Lifestyle
Practical Guide

Renting a youth-movement clubhouse in Flanders? Check the fire-safety rules first

The practical takeaway: if a Chiro, Scouts, KSA, KLJ or other youth-movement clubhouse is used for overnight stays, parents and group leaders should treat it like regulated accommodation, not just a cheap hall with mattresses. In Flanders, premises offered for paid overnight stays can fall under the Flemish Logiesdecreet, meaning the organiser should check registration with Toerisme Vlaanderen, a valid fire-safety certificate, insurance and the house rules before booking. The Dutch debate has been framed sharply as lokalen moeten dezelfde brandveiligheid voldoen als hotels, and while that shorthand is imperfect, the risk is real: cheaper weekend venues may become scarcer or more expensive if clubs must invest in alarms, emergency lighting, evacuation routes and fire-door works.

Belgium Impulse Editorial·22 June 2026·3 min read·5 sources
Key signal

For families, schools, youth leaders and international community groups, the cheapest weekend option is not always the simplest one. A venue that is fine for a weekly meeting may not be suitable for 30 children sleeping upstairs, cooking in shifts and evacuating in the dark. If a local venue lacks the right fire-safety certificate or is not properly registered, an organiser may face cancellation, insurance uncertainty or liability questions after an incident. The likely lifestyle impact is also financial: if more jeugdlokalen must upgrade to hotel-like fire-safety standards, jeugdbewegingen zullen toekomst helaas sometimes charge more for weekend rentals, or stop offering overnight stays altogether.

The subject is the use of Flemish youth-movement premises, or jeugdlokalen, as weekend accommodation for other groups. These buildings are often owned or managed by local committees, parishes, municipalities or youth organisations such as Chirojeugd Vlaanderen, Scouts en Gidsen Vlaanderen, KSA, KLJ and FOS Open Scouting. They are different from professional hostels, but when they are rented out for overnight stays they may enter the world of tourist accommodation regulation. The relevant Flemish institutions are Toerisme Vlaanderen, the local gemeente or commune, and the competent brandweerzone or hulpverleningszone. For expat families and international groups, the key issue is not the political argument over whether clubs should moeten dezelfde brandveiligheid as commercial hotels, but the practical question: is the place legally and physically safe for children to sleep in?

Background

Belgium’s youth movements have long relied on inexpensive local infrastructure: parish halls, scout lodges, municipal youth centres and rural camp houses. That tradition grew around volunteer management and community trust, not professional hospitality regulation. Fire-safety law, by contrast, developed around risk categories such as hotels, tourist accommodation and publicly accessible buildings. The friction now comes from a social change: local youth premises are no longer used only by the home group for weekly activities, but are increasingly offered online or through networks for paid weekends, camps and sleepovers. Once a building functions like accommodation, public authorities tend to ask accommodation-style questions: how many people sleep there, where are the exits, who checks alarms, and what happens at 3am?

OIS Intelligence

Impact

Regional — The impact is mainly Flemish because the source debate concerns Dutch-speaking youth movements and Flemish accommodation rules. Brussels and Wallonia have their own institutional settings, terminology and inspection channels, so organisers should not assume that a Flemish checklist automatically applies across the language border.

Opposing perspectives

  1. Youth movements and volunteer committees

    Youth organisations, local committees and volunteer caretakers argue that clubhouses are social infrastructure, not hotels. Their concern is that applying the same fire-safety logic to small jeugdlokalen as to commercial accommodation could make low-cost weekends unaffordable, especially where buildings are old, parish-owned or only occasionally used for sleepovers.

  2. Fire services and public-safety authorities

    Fire services and municipal authorities focus on the sleeping risk rather than the identity of the operator. Their view is that children asleep in an unfamiliar building need clear exits, detection, emergency lighting, capacity limits and an evacuation plan, whether the sign outside says hotel, hostel, jeugdverblijf or scoutslokaal.

  3. Parents, schools and expat organisers

    Families and group leaders usually want both affordability and certainty. They may support stricter checks if the result is clearer information before booking, but they are also the people who will feel price rises, fewer available weekends and more administrative work most directly.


* _Work task_: The required lines are those that contain "plate"; pull them out of the data and copy them.

* _Provided data_:
--
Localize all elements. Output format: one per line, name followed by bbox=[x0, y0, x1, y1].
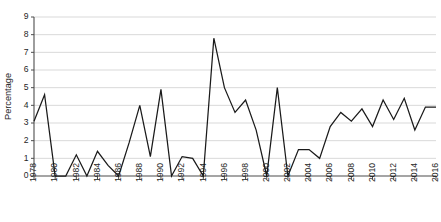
grid-lines bbox=[34, 17, 436, 158]
y-axis-tick-label: 2 bbox=[24, 135, 29, 145]
line-chart: 0123456789 19781980198219841986198819901… bbox=[0, 0, 441, 222]
y-axis-tick-label: 7 bbox=[24, 47, 29, 57]
x-axis-tick-label: 1978 bbox=[28, 163, 38, 182]
y-axis-title-label: Percentage bbox=[3, 73, 13, 120]
x-axis-tick-label: 2004 bbox=[303, 163, 313, 182]
x-axis-tick-label: 1988 bbox=[134, 163, 144, 182]
y-axis-tick-label: 1 bbox=[24, 153, 29, 163]
x-axis-tick-label: 1982 bbox=[71, 163, 81, 182]
y-axis-title: Percentage bbox=[3, 73, 13, 120]
x-axis-tick-label: 2008 bbox=[346, 163, 356, 182]
chart-container: 0123456789 19781980198219841986198819901… bbox=[0, 0, 441, 222]
y-axis-tick-labels: 0123456789 bbox=[24, 11, 29, 180]
x-axis-tick-label: 1990 bbox=[155, 163, 165, 182]
figure-caption bbox=[0, 214, 441, 222]
x-axis-tick-label: 1996 bbox=[219, 163, 229, 182]
y-axis-tick-label: 5 bbox=[24, 82, 29, 92]
x-axis-tick-label: 2010 bbox=[367, 163, 377, 182]
data-series-line bbox=[34, 38, 436, 176]
y-axis-tick-label: 3 bbox=[24, 117, 29, 127]
series-percentage-line bbox=[34, 38, 436, 176]
x-axis-tick-label: 1984 bbox=[92, 163, 102, 182]
x-axis-tick-label: 2016 bbox=[430, 163, 440, 182]
y-axis-tick-label: 6 bbox=[24, 64, 29, 74]
y-axis bbox=[31, 17, 34, 176]
x-axis-tick-label: 2006 bbox=[324, 163, 334, 182]
x-axis-tick-labels: 1978198019821984198619881990199219941996… bbox=[28, 163, 440, 182]
x-axis-tick-label: 2012 bbox=[388, 163, 398, 182]
y-axis-tick-label: 9 bbox=[24, 11, 29, 21]
x-axis-tick-label: 1994 bbox=[198, 163, 208, 182]
x-axis-tick-label: 1998 bbox=[240, 163, 250, 182]
x-axis-tick-label: 2014 bbox=[409, 163, 419, 182]
y-axis-tick-label: 4 bbox=[24, 100, 29, 110]
y-axis-tick-label: 8 bbox=[24, 29, 29, 39]
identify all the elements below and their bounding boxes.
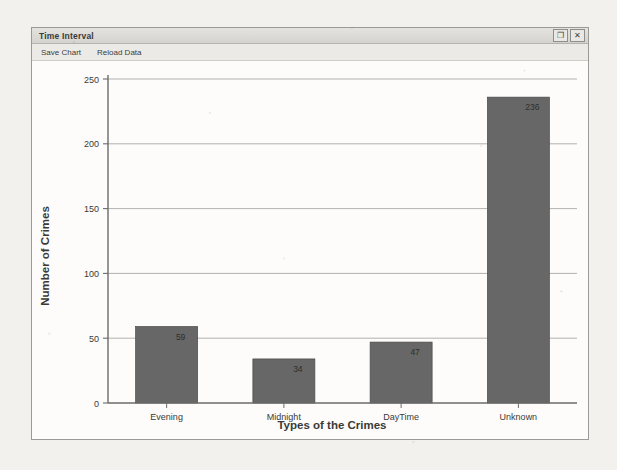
bar-chart: 050100150200250 EveningMidnightDayTimeUn… xyxy=(32,61,588,438)
menu-item-save-chart[interactable]: Save Chart xyxy=(41,48,81,57)
bar[interactable] xyxy=(253,359,315,403)
window-title: Time Interval xyxy=(39,31,551,41)
bar-value-label: 47 xyxy=(410,347,420,357)
x-tick-label: Unknown xyxy=(500,412,538,422)
bar-value-label: 34 xyxy=(293,364,303,374)
bar[interactable] xyxy=(487,97,549,403)
chart-panel: 050100150200250 EveningMidnightDayTimeUn… xyxy=(32,61,588,438)
y-tick-label: 200 xyxy=(84,139,99,149)
window-title-bar[interactable]: Time Interval ❐ ✕ xyxy=(32,28,588,44)
y-tick-label: 0 xyxy=(94,399,99,409)
y-tick-label: 100 xyxy=(84,269,99,279)
bar-value-label: 236 xyxy=(525,102,539,112)
y-tick-label: 50 xyxy=(89,334,99,344)
bar[interactable] xyxy=(136,327,198,403)
y-axis-title: Number of Crimes xyxy=(39,206,51,306)
x-tick-label: Evening xyxy=(150,412,183,422)
chart-window: Time Interval ❐ ✕ Save Chart Reload Data… xyxy=(31,27,589,440)
close-button[interactable]: ✕ xyxy=(570,29,585,42)
x-axis-title: Types of the Crimes xyxy=(277,419,386,431)
y-tick-label: 150 xyxy=(84,204,99,214)
bar[interactable] xyxy=(370,342,432,403)
bar-value-label: 59 xyxy=(176,332,186,342)
menu-item-reload-data[interactable]: Reload Data xyxy=(97,48,141,57)
x-tick-label: DayTime xyxy=(383,412,419,422)
y-tick-label: 250 xyxy=(84,75,99,85)
menu-bar: Save Chart Reload Data xyxy=(32,44,588,61)
restore-button[interactable]: ❐ xyxy=(553,29,568,42)
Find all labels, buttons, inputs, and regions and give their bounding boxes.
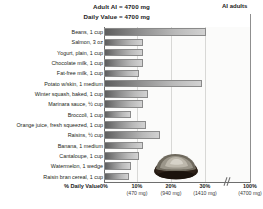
bar-row-label: Salmon, 3 oz bbox=[8, 37, 103, 47]
bar bbox=[104, 49, 143, 57]
x-tick-percent: 30% bbox=[185, 183, 225, 190]
bar-row: Raisin bran cereal, 1 cup bbox=[0, 172, 263, 182]
bar bbox=[104, 121, 146, 129]
bar-row: Banana, 1 medium bbox=[0, 141, 263, 151]
bar bbox=[104, 131, 160, 139]
header-daily-value: Daily Value = 4700 mg bbox=[0, 12, 150, 22]
bar-row: Orange juice, fresh squeezed, 1 cup bbox=[0, 120, 263, 130]
chart-header: Adult AI = 4700 mg Daily Value = 4700 mg bbox=[0, 2, 150, 21]
bar bbox=[104, 28, 206, 36]
bar-row: Broccoli, 1 cup bbox=[0, 110, 263, 120]
bar-row: Potato w/skin, 1 medium bbox=[0, 79, 263, 89]
bar-row-label: Winter squash, baked, 1 cup bbox=[8, 89, 103, 99]
bar-row: Cantaloupe, 1 cup bbox=[0, 151, 263, 161]
bar bbox=[104, 59, 143, 67]
x-tick-mg: (1410 mg) bbox=[185, 190, 225, 198]
potassium-bar-chart: Adult AI = 4700 mg Daily Value = 4700 mg… bbox=[0, 0, 263, 209]
x-tick-mg: (4700 mg) bbox=[230, 190, 263, 198]
bar-row: Chocolate milk, 1 cup bbox=[0, 58, 263, 68]
bar-rows: Beans, 1 cupSalmon, 3 ozYogurt, plain, 1… bbox=[0, 27, 263, 182]
bar-row-label: Broccoli, 1 cup bbox=[8, 110, 103, 120]
bar-row: Watermelon, 1 wedge bbox=[0, 161, 263, 171]
x-tick: 30%(1410 mg) bbox=[185, 183, 225, 198]
bar-row: Fat-free milk, 1 cup bbox=[0, 68, 263, 78]
bar-row-label: Marinara sauce, ½ cup bbox=[8, 99, 103, 109]
bar bbox=[104, 100, 143, 108]
x-axis-ticks: 0%10%(470 mg)20%(940 mg)30%(1410 mg)100%… bbox=[0, 183, 263, 207]
bar bbox=[104, 90, 148, 98]
bar-row: Marinara sauce, ½ cup bbox=[0, 99, 263, 109]
bar-row-label: Fat-free milk, 1 cup bbox=[8, 68, 103, 78]
bar-row: Yogurt, plain, 1 cup bbox=[0, 48, 263, 58]
bar-row-label: Potato w/skin, 1 medium bbox=[8, 79, 103, 89]
bar bbox=[104, 173, 129, 181]
bar bbox=[104, 142, 143, 150]
bar-row-label: Banana, 1 medium bbox=[8, 141, 103, 151]
potato-photo bbox=[152, 150, 200, 180]
bar-row: Beans, 1 cup bbox=[0, 27, 263, 37]
bar-row-label: Watermelon, 1 wedge bbox=[8, 161, 103, 171]
bar-row-label: Raisins, ½ cup bbox=[8, 130, 103, 140]
bar-row: Salmon, 3 oz bbox=[0, 37, 263, 47]
bar-row-label: Chocolate milk, 1 cup bbox=[8, 58, 103, 68]
bar bbox=[104, 39, 143, 47]
bar bbox=[104, 152, 139, 160]
bar bbox=[104, 111, 131, 119]
bar-row-label: Orange juice, fresh squeezed, 1 cup bbox=[8, 120, 103, 130]
bar-row-label: Yogurt, plain, 1 cup bbox=[8, 48, 103, 58]
bar-row: Winter squash, baked, 1 cup bbox=[0, 89, 263, 99]
bar-row: Raisins, ½ cup bbox=[0, 130, 263, 140]
bar-row-label: Raisin bran cereal, 1 cup bbox=[8, 172, 103, 182]
bar-row-label: Beans, 1 cup bbox=[8, 27, 103, 37]
bar bbox=[104, 70, 139, 78]
reference-line-label: AI adults bbox=[222, 3, 263, 9]
bar bbox=[104, 162, 131, 170]
x-tick-percent: 100% bbox=[230, 183, 263, 190]
bar-row-label: Cantaloupe, 1 cup bbox=[8, 151, 103, 161]
bar bbox=[104, 80, 202, 88]
header-adult-ai: Adult AI = 4700 mg bbox=[0, 2, 150, 12]
x-tick: 100%(4700 mg) bbox=[230, 183, 263, 198]
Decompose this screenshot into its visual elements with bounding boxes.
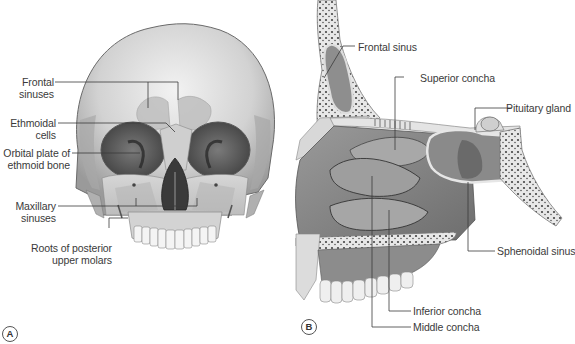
- label-orbital-plate: Orbital plate of ethmoid bone: [0, 147, 70, 171]
- label-pituitary-gland: Pituitary gland: [506, 102, 571, 114]
- panel-marker-b: B: [301, 319, 317, 335]
- label-sphenoidal-sinus: Sphenoidal sinus: [497, 245, 575, 257]
- label-maxillary-sinuses-line2: sinuses: [6, 212, 56, 224]
- label-roots-molars-line1: Roots of posterior: [20, 242, 112, 254]
- label-roots-molars-line2: upper molars: [20, 254, 112, 266]
- label-roots-molars: Roots of posterior upper molars: [20, 242, 112, 266]
- skull-group: [76, 24, 275, 249]
- panel-marker-a: A: [2, 326, 18, 342]
- label-orbital-plate-line1: Orbital plate of: [0, 147, 70, 159]
- label-frontal-sinuses: Frontal sinuses: [6, 76, 54, 100]
- label-frontal-sinus: Frontal sinus: [358, 41, 417, 53]
- label-maxillary-sinuses: Maxillary sinuses: [6, 200, 56, 224]
- label-middle-concha: Middle concha: [413, 321, 479, 333]
- label-frontal-sinuses-line1: Frontal: [6, 76, 54, 88]
- label-frontal-sinuses-line2: sinuses: [6, 88, 54, 100]
- pituitary-gland-shape: [481, 117, 499, 131]
- label-superior-concha: Superior concha: [420, 72, 495, 84]
- label-ethmoidal-cells: Ethmoidal cells: [6, 117, 56, 141]
- label-ethmoidal-cells-line1: Ethmoidal: [6, 117, 56, 129]
- label-maxillary-sinuses-line1: Maxillary: [6, 200, 56, 212]
- label-orbital-plate-line2: ethmoid bone: [0, 159, 70, 171]
- label-inferior-concha: Inferior concha: [413, 305, 481, 317]
- label-ethmoidal-cells-line2: cells: [6, 129, 56, 141]
- sagittal-section-group: [296, 0, 563, 303]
--
* _Output_:
- label-orbital-plate: Orbital plate of ethmoid bone: [0, 147, 70, 171]
- label-orbital-plate-line1: Orbital plate of: [0, 147, 70, 159]
- label-orbital-plate-line2: ethmoid bone: [0, 159, 70, 171]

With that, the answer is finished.